Multi-hop
Many TON jettons don’t have a direct pool with the asset you’re selling — but they probably have a TON pool. chop chains two pool swaps inside one DeDust transaction so you don’t pay two settlement gases.
How it works
DeDust pools accept a SwapStep chain in their swap payload. The first hop’s vault forwards the intermediate output directly into the second hop’s pool, all within one inbound message from the user. From the user’s wallet, it’s a single signed transaction.
User → DeDust Vault → Pool 1 (USDT/TON) → Pool 2 (TON/MEM) → User
\____________________ one message _____________________/chop finds the multi-hop path automatically. When asked to quote USDT → MEM (no direct DeDust pool exists), the DeDust adapter:
- Tries the direct pool. Returns
null— doesn’t exist. - Tries USDT → TON, then TON → MEM. Both exist.
- Reports a single quote whose
metafield holds two pool addresses, with gas budget set for two hops (~0.4 TON).

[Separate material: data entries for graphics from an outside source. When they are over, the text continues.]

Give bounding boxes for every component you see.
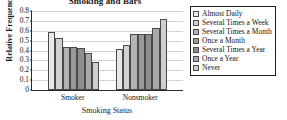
bar [130,34,137,90]
bar [85,53,92,90]
bar [138,34,145,90]
legend-swatch-icon [193,11,199,17]
legend-label: Several Times a Month [202,28,272,36]
bar [145,34,152,90]
legend-item: Several Times a Year [193,45,272,54]
y-tick-label: 0.3 [20,57,32,65]
legend-label: Never [202,64,220,72]
bar [77,48,84,90]
legend-swatch-icon [193,20,199,26]
legend-swatch-icon [193,56,199,62]
x-group-label: Nonsmoker [115,93,167,102]
y-tick-label: 0 [25,86,32,94]
bar [92,62,99,90]
bar [48,32,55,90]
legend-swatch-icon [193,29,199,35]
bar [116,49,123,90]
legend-item: Once a Month [193,36,272,45]
chart-title: Smoking and Bars [30,0,180,6]
plot-area: 00.10.20.30.40.50.60.70.8 [31,11,183,91]
legend-swatch-icon [193,65,199,71]
legend: Almost DailySeveral Times a WeekSeveral … [190,6,276,76]
legend-swatch-icon [193,47,199,53]
legend-item: Several Times a Month [193,27,272,36]
legend-label: Once a Month [202,37,245,45]
bar [123,45,130,90]
legend-item: Several Times a Week [193,18,272,27]
y-tick-label: 0.5 [20,37,32,45]
legend-label: Almost Daily [202,10,243,18]
y-tick-label: 0.6 [20,27,32,35]
y-tick-label: 0.1 [20,76,32,84]
x-axis-title: Smoking Status [31,106,183,115]
legend-item: Once a Year [193,54,272,63]
legend-label: Several Times a Week [202,19,269,27]
y-tick-label: 0.7 [20,17,32,25]
y-tick-label: 0.4 [20,47,32,55]
legend-item: Never [193,64,272,73]
bar [63,47,70,90]
bar [55,38,62,90]
legend-item: Almost Daily [193,9,272,18]
y-tick-label: 0.2 [20,67,32,75]
legend-label: Several Times a Year [202,46,265,54]
y-axis-title: Relative Frequency [5,0,14,69]
chart-figure: Smoking and Bars Relative Frequency 00.1… [0,0,287,120]
bar-series-group [32,11,183,90]
x-group-label: Smoker [47,93,99,102]
legend-swatch-icon [193,38,199,44]
bar [70,47,77,90]
legend-label: Once a Year [202,55,238,63]
bar [160,19,167,90]
y-tick-label: 0.8 [20,7,32,15]
bar [152,28,159,90]
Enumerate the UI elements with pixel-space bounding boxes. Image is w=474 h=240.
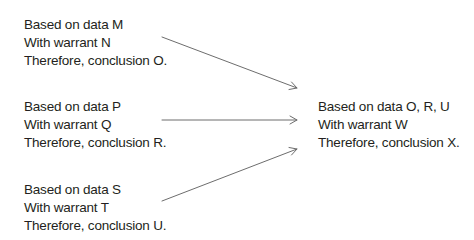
arrow-1-icon [162, 37, 297, 90]
arrow-2-icon [162, 116, 297, 124]
arrow-3-icon [162, 148, 297, 202]
arrows-layer [0, 0, 474, 240]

What you see in the response
From the API’s perspective a multi-hop is still one leg. The legs array tells you the DEX, not the number of pools touched. The only signal that the route is multi-hop is the higher totalGas (~0.45 TON instead of ~0.25 TON).
{
"bestRoute": {
"legs": [
{
"dex": "dedust",
"amountIn": "2000000",
"expectedOut": "14011837925064",
"minAmountOut": "13871719545813",
"messageCount": 0
}
],
"totalGas": "450000000"
}
}Slippage on multi-hop
chop only enforces minAmountOut on the final hop’s output. The intermediate (e.g. TON in a USDT→TON→MEM swap) isn’t bounded — but that doesn’t matter for safety, because the final-hop limit is what determines whether you receive enough of the asset you actually wanted. Worst case the swap completes with less of the intermediate than expected, but you still get at least minAmountOut of the output or the entire thing aborts.
StonFi multi-hop
StonFi’s public simulation API only returns single-pool routes. Multi-hop on StonFi would require chaining two of their router transactions, which isn’t atomic — that’s a planned addition. For now, multi-hop is DeDust-only; if DeDust doesn’t have both legs, the swap won’t route.
See Routing & splitting for how multi-hop interacts with cross-DEX splitting.